HARRISBURG — High school students with disabilities will get more help finding jobs under legislation expected to become state law soon.
State vocational counselors will play a more prominent role helping students to prepare and train for jobs, gain work experience and obtain jobs under the bill that won final passage in the House on Tuesday.
Gov. Tom Wolf is expected to sign the measure, which also provides millions of dollars in state and federal funding to support the effort. Sen. Lisa Baker, R-20, Lehman Township, is the lead proponent of the legislation in the Senate.
The legislation is the result of a grassroots lobby campaign #IWantToWork spearheaded by students, but also involving advocacy groups and businesses. Members of the campaign effort made numerous trips to the Capitol during the past two years. The featured events include having students take selfie photos with individual lawmakers.

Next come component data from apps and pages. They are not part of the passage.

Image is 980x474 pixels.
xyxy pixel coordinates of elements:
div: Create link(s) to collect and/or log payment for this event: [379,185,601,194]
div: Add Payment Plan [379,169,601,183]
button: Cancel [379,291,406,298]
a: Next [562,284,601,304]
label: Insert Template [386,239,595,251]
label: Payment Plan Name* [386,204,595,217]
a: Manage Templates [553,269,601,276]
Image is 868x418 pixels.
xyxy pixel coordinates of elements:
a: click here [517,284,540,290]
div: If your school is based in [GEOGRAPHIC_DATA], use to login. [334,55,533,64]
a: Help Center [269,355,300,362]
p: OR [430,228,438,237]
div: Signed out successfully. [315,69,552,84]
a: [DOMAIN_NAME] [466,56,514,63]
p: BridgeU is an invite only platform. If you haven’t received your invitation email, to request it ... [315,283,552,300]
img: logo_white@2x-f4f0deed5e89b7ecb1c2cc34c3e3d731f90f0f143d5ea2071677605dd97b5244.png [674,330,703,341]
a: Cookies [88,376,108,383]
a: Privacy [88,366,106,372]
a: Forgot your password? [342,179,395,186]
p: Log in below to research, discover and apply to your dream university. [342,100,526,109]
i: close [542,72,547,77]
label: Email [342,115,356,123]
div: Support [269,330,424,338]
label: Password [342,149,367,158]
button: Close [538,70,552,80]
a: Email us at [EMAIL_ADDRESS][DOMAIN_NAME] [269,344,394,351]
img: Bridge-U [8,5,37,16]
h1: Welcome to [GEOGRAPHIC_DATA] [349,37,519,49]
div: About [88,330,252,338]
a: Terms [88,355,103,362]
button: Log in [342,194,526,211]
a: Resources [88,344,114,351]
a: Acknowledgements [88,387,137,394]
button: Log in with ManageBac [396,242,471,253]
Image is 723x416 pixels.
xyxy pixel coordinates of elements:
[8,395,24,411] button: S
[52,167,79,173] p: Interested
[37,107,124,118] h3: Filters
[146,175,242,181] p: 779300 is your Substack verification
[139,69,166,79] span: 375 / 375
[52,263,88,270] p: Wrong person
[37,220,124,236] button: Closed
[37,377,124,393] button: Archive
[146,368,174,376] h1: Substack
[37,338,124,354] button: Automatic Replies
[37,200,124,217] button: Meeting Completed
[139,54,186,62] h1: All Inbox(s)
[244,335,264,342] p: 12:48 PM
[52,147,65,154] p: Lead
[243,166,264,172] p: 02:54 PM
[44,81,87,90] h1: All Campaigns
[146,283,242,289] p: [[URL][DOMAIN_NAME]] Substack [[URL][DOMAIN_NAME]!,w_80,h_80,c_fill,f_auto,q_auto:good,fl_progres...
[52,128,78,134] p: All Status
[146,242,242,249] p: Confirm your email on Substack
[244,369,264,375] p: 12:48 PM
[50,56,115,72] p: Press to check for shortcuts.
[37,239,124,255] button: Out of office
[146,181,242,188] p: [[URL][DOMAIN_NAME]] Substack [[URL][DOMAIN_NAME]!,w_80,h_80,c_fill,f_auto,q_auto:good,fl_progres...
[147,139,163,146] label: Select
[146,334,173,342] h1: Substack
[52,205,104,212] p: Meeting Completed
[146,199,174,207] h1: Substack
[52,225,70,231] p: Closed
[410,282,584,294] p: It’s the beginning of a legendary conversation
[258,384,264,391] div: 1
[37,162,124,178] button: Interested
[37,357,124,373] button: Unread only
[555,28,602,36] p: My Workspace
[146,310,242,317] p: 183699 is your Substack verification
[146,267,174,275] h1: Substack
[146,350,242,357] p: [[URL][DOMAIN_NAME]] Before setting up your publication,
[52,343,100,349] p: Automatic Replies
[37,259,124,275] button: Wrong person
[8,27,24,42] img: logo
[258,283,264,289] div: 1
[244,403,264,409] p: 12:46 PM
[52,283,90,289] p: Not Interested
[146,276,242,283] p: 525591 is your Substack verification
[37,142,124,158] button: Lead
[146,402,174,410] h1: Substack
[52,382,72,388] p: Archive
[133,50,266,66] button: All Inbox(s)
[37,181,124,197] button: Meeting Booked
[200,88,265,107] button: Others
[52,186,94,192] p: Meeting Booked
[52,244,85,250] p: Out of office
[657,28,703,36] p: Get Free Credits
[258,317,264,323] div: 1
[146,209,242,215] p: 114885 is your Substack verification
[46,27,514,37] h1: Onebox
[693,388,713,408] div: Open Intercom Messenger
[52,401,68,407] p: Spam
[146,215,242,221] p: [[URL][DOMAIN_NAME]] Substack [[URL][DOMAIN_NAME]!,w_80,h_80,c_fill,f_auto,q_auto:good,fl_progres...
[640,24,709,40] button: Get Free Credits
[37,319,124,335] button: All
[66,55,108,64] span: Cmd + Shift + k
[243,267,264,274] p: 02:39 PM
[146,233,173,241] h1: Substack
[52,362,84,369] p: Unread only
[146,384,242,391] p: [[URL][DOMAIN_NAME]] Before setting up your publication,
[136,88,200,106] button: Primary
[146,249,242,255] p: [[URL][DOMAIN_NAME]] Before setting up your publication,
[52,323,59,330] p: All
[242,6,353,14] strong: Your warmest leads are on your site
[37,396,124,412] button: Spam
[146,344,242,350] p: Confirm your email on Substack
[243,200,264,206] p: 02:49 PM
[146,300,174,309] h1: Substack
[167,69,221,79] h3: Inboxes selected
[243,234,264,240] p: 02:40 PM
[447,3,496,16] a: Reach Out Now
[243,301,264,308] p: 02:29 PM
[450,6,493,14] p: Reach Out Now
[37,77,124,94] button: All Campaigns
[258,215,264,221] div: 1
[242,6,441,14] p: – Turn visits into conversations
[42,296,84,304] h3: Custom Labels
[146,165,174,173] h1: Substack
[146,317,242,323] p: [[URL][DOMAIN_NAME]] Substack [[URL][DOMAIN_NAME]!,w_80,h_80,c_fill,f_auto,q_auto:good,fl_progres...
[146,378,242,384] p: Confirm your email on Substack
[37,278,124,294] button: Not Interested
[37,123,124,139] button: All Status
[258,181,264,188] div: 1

“They (students) have really driven this forward,” Pamela Zotynia, executive director of the Arc of Luzerne County, a campaign supporter, said Wednesday.
The legislation paves the way for the Office of Vocational Rehabilitation to work more closely with schools and businesses to steer students into the labor market. For the first time, OVR counselors can participate in a student’s individual education plan, an annual process where students, families and educators meet to draw up an academic strategy for the coming year. The counselors will begin working with individual students starting in their sophomore and junior years rather than waiting until the senior year, which has been the practice.
The counselors will help students line up summer jobs, part-time jobs, internships, job shadowing and job coaching opportunities.
The bill’s goal is to bring more coordination among schools, OVR and businesses so students can graduate from high school with prospects for a job.
“They (students) don’t want to graduate to their parent’s couch,” Baker said.
This legislation will bring new opportunities to students and relief to families, Zotynia said.
“They will have an opportunity while in high school to gain some work experience,” she said.
Campaign members are optimistic that disabled students will be able to get jobs with the extra support. Pennsylvania has an average of 200,000 open jobs on a given day and businesses are interested in hiring disabled individuals who want to work, members said. However, research studies show that most young people with disabilities won’t find work if they don’t get some job experience before graduating from high school.
The expanded jobs program will cost $8.5 million annually, mainly to pay the salaries of 82 additional state employees and cover travel expenses, according to a fiscal note by the House Appropriations Committee.
The legislation provides $1.8 million in state funds annually to draw an annual federal match of $6.7 million.